The SS Penguin

 

72 people who lost their lives on the 12th of February, 1909 when the passenger steamer SS Penguin went down in a storm.

 

The wreck of the Penguin on 12 February 1909 was New Zealand's worst maritime disaster of the 20th century.

A half-day holiday was declared to allow people to mourn and bury the dead and the city came to a standstill as crowds lined the streets to watch the funeral processions wend their way through the city, Kelburn and up to Karori Cemetery in Wellington. The saddest sight was the four little white coffins of the McGuire children who had been temporarily living in a Nelson orphanage. They were returning to Wellington to be reunited with their widowed father who had just remarried.

The ship was travelling from Nelson to Wellington via Picton when it hit something in the dark and began taking on water. The Penguin had enough lifeboats and rafts to accommodate all aboard but the lifeboats did not fare well in the atrocious conditions. Twenty-four people reached shore on the ship's two rafts, but only six people who left in lifeboats survived the night. Only one woman survived the tragedy and all 10 children onboard perished in the rough seas.

Shepherds from Terawhiti sheep station (now Terawhiti Station) were the first on the scene and searchers scoured the coast, recovering bodies from the jagged rocks and surf and often struggling in deep water to carry the dead ashore. Survivors were carried on horseback across the flooded Karori Stream.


#### [Exercise description]
Copy out each line in the listing below where the word "boxes" appears.

#### [Supplied records]
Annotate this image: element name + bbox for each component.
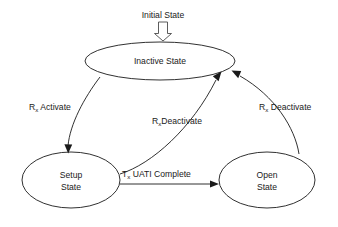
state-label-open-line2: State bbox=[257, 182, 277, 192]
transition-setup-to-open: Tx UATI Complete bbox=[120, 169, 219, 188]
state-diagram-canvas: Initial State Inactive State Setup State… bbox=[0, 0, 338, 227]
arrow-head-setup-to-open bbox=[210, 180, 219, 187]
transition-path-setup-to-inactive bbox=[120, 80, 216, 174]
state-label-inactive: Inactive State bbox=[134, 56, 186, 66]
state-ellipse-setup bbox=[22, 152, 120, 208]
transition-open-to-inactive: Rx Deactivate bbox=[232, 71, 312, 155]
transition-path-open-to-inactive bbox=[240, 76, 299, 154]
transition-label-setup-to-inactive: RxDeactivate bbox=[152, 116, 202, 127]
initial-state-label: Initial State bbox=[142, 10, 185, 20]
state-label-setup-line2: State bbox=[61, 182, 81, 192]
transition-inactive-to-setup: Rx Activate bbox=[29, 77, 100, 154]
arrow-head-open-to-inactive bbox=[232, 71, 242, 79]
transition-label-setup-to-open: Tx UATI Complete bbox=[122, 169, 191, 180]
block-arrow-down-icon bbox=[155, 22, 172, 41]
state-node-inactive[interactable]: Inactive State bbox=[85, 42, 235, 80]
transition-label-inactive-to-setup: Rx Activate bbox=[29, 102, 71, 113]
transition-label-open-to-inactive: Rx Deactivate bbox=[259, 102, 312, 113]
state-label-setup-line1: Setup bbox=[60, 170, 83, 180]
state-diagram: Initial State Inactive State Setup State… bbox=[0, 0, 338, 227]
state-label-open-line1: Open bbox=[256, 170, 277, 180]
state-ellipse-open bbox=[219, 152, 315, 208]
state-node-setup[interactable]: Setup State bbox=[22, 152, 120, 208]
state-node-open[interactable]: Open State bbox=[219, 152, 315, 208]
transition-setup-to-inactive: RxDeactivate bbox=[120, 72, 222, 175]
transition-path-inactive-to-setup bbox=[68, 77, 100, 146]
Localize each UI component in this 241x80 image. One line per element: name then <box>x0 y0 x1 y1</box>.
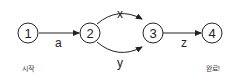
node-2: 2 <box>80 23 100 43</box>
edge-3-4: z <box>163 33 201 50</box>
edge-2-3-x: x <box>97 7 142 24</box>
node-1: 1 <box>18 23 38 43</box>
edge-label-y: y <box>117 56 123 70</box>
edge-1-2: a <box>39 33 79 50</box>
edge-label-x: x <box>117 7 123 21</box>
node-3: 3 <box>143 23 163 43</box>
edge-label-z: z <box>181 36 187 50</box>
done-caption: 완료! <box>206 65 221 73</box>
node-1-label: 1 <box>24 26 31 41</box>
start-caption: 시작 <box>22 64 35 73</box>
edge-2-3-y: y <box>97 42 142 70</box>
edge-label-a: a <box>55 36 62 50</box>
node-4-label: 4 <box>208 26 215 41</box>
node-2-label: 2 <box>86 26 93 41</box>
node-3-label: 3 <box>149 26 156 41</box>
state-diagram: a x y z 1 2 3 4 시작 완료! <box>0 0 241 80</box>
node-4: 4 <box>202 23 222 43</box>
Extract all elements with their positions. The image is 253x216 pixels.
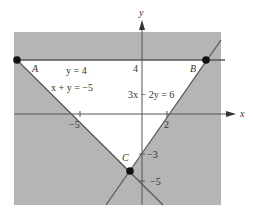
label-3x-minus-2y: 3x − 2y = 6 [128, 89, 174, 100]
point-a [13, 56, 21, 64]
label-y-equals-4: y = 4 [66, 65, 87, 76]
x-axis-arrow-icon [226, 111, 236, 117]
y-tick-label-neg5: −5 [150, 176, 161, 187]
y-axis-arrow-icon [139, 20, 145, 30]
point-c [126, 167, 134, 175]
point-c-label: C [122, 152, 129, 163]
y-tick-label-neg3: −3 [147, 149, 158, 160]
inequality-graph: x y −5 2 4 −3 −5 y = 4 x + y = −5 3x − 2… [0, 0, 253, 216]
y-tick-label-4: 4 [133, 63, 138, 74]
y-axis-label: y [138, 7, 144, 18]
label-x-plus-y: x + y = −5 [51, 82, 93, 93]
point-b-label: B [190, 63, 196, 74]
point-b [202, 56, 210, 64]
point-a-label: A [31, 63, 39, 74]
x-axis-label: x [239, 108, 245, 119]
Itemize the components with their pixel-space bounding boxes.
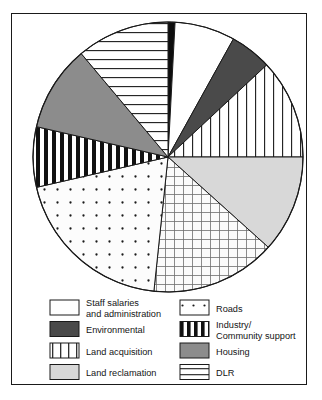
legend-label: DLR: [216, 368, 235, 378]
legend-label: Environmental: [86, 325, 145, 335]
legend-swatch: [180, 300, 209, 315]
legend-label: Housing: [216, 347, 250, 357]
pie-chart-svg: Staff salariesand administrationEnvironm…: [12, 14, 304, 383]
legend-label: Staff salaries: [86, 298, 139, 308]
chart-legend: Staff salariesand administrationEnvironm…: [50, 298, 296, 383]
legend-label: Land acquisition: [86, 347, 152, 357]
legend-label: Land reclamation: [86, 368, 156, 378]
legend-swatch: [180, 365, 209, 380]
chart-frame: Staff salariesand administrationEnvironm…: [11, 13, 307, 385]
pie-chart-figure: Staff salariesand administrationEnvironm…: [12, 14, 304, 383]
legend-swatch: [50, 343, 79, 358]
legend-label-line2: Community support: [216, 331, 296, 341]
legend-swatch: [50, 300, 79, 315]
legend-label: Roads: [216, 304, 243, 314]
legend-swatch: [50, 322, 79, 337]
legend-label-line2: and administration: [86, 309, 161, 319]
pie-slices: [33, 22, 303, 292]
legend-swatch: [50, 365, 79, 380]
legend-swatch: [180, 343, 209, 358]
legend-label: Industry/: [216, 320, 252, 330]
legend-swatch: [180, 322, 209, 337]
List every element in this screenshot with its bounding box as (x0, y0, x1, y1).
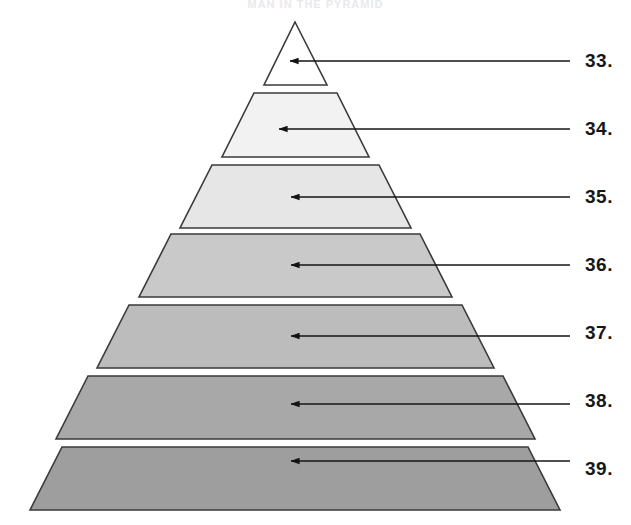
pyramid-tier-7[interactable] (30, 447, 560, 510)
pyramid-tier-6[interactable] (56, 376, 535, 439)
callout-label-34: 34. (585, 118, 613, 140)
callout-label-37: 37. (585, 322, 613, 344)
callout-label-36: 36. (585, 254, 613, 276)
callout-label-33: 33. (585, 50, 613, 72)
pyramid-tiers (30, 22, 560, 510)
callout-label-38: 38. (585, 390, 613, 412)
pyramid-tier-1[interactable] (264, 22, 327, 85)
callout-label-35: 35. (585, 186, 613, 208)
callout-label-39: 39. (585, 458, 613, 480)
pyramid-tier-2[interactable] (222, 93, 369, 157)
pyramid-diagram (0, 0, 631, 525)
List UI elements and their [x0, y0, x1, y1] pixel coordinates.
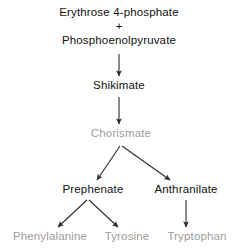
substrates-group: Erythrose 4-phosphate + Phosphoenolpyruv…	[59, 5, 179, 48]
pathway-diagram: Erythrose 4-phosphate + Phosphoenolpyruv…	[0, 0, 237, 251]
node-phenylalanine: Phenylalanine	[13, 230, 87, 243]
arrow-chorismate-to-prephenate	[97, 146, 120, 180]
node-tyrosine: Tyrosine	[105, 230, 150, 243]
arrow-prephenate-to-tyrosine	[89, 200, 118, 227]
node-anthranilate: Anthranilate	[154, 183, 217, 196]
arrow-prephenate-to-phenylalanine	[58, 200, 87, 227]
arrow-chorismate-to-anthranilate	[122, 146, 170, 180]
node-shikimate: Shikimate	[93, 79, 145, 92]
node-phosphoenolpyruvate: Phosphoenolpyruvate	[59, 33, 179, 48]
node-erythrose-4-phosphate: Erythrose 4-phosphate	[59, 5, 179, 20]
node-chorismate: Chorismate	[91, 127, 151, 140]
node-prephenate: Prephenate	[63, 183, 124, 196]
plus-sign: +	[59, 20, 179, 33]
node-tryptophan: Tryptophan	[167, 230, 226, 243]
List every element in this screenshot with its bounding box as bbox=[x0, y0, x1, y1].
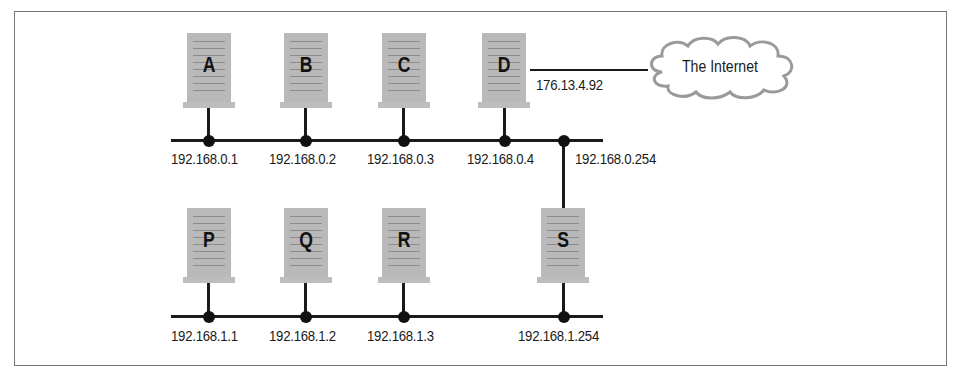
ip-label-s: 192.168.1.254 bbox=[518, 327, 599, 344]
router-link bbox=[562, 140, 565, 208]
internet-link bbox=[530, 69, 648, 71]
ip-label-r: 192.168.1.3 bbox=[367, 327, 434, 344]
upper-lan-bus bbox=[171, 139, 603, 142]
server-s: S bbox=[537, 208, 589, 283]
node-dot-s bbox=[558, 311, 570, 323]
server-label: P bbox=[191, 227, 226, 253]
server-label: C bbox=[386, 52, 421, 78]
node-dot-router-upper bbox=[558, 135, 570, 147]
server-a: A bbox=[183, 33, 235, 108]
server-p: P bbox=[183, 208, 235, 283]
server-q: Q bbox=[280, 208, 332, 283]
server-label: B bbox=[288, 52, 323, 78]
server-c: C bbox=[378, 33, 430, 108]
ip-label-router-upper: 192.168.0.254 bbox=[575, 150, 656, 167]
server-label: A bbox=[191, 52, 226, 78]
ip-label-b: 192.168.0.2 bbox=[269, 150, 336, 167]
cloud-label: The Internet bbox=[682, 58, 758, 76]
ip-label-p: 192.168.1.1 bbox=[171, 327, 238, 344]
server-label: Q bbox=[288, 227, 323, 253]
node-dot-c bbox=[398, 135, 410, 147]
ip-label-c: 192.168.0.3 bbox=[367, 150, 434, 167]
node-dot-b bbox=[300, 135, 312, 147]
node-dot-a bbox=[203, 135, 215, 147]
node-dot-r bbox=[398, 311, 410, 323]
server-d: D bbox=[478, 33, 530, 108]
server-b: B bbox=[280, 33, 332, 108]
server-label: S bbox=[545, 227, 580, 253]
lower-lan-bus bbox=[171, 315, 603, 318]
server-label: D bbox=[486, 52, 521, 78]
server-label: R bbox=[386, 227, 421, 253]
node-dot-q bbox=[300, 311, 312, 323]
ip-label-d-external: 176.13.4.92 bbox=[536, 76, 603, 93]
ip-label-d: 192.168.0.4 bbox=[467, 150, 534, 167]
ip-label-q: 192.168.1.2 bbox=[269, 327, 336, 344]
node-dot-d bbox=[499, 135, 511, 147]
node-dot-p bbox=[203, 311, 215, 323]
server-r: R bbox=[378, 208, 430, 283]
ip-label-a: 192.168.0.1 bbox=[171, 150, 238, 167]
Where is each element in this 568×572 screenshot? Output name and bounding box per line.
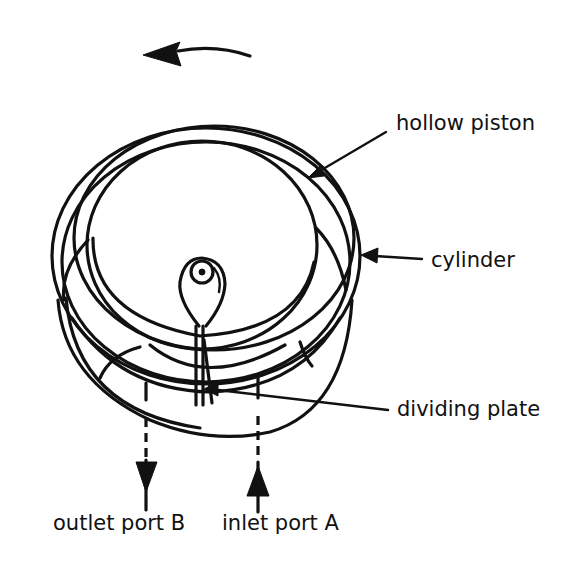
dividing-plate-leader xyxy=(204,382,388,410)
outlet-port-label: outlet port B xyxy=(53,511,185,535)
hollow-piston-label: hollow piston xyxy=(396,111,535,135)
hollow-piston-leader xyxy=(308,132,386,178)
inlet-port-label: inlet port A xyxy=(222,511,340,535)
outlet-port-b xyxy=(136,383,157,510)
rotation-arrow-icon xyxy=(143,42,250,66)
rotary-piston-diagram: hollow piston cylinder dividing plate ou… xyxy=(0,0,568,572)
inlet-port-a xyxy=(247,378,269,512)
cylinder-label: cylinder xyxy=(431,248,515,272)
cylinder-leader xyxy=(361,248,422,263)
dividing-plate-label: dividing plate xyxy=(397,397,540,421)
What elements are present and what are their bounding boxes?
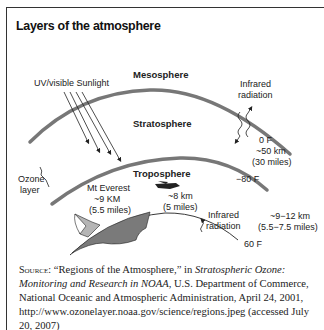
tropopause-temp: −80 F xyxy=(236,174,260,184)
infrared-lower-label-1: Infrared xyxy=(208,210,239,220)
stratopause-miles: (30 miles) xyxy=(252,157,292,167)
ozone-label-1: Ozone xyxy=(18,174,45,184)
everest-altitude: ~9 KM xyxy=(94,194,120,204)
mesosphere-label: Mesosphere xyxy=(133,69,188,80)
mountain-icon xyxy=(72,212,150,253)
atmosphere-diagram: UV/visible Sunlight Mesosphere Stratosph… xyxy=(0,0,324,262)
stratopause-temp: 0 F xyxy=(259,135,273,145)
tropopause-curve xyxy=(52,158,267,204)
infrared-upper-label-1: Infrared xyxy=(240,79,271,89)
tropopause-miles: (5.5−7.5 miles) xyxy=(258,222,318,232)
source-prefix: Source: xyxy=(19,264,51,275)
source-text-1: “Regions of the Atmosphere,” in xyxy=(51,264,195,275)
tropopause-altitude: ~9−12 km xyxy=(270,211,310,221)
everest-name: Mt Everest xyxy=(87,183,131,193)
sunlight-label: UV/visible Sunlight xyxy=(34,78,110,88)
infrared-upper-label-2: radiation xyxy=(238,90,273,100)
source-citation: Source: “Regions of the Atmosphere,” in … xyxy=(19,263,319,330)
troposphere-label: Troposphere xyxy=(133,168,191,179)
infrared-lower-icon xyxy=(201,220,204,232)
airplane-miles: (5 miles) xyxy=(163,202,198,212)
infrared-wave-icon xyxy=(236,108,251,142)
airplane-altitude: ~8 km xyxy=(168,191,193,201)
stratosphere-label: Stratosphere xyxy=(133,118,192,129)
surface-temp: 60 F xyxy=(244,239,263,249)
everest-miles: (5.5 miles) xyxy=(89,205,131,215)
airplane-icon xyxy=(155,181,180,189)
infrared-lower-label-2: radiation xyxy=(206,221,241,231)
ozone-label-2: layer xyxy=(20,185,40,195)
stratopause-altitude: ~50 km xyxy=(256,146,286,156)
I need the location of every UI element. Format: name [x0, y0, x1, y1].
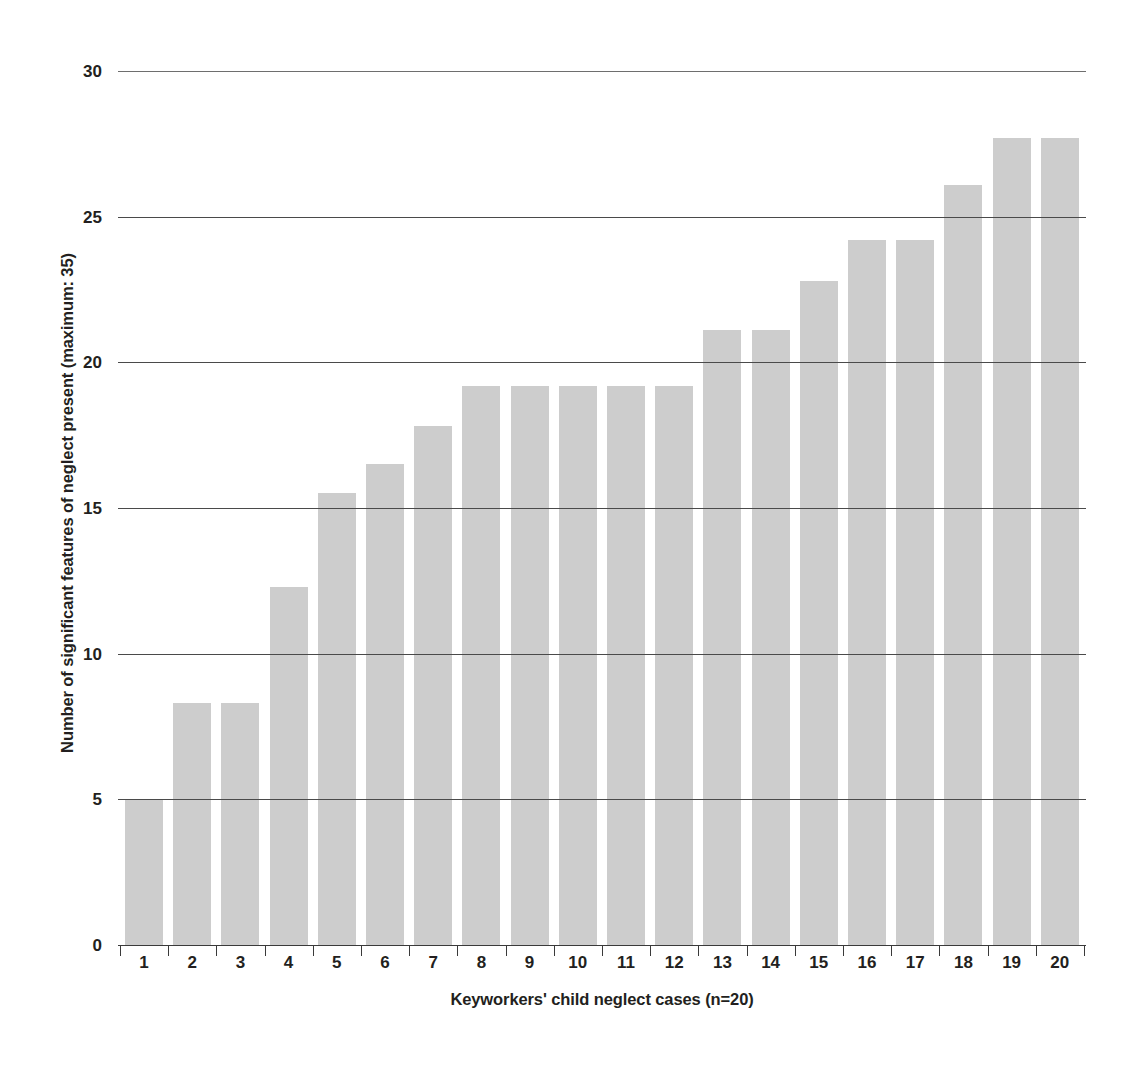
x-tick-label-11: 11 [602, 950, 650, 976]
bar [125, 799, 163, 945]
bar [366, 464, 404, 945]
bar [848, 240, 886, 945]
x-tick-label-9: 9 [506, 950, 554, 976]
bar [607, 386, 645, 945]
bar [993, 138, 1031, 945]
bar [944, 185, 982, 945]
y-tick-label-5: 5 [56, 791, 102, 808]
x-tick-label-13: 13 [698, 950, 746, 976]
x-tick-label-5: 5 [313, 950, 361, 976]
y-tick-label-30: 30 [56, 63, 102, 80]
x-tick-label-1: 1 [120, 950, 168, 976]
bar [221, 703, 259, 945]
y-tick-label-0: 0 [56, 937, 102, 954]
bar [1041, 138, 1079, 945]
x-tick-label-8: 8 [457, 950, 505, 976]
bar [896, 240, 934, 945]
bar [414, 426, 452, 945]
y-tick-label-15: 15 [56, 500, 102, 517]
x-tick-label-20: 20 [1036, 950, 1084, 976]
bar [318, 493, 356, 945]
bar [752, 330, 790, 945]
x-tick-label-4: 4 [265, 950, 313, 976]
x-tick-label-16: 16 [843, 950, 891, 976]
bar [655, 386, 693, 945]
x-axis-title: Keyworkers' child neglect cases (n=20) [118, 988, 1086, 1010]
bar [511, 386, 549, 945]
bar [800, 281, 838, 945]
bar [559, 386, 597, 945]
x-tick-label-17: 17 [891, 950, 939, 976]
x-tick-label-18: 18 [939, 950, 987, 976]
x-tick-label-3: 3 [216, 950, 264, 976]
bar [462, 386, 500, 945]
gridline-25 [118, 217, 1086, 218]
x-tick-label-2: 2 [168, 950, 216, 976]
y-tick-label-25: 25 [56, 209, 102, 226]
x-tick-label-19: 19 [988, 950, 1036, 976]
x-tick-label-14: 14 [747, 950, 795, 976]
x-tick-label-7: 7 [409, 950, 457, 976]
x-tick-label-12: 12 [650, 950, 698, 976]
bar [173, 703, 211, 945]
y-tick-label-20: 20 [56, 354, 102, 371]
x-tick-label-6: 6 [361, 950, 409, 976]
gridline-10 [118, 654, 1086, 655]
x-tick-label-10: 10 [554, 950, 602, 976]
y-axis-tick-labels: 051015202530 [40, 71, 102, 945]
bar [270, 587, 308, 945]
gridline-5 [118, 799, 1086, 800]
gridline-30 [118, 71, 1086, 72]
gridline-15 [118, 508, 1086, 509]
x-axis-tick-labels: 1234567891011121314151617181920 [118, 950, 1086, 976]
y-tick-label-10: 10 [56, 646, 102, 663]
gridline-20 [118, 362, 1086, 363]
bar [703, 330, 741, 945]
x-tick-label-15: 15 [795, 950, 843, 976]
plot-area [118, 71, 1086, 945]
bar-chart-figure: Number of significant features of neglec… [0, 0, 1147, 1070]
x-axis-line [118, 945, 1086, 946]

#### [Answer box]
Itemize the components with their pixel-space bounding boxes.
What elements are present and what are their bounding boxes?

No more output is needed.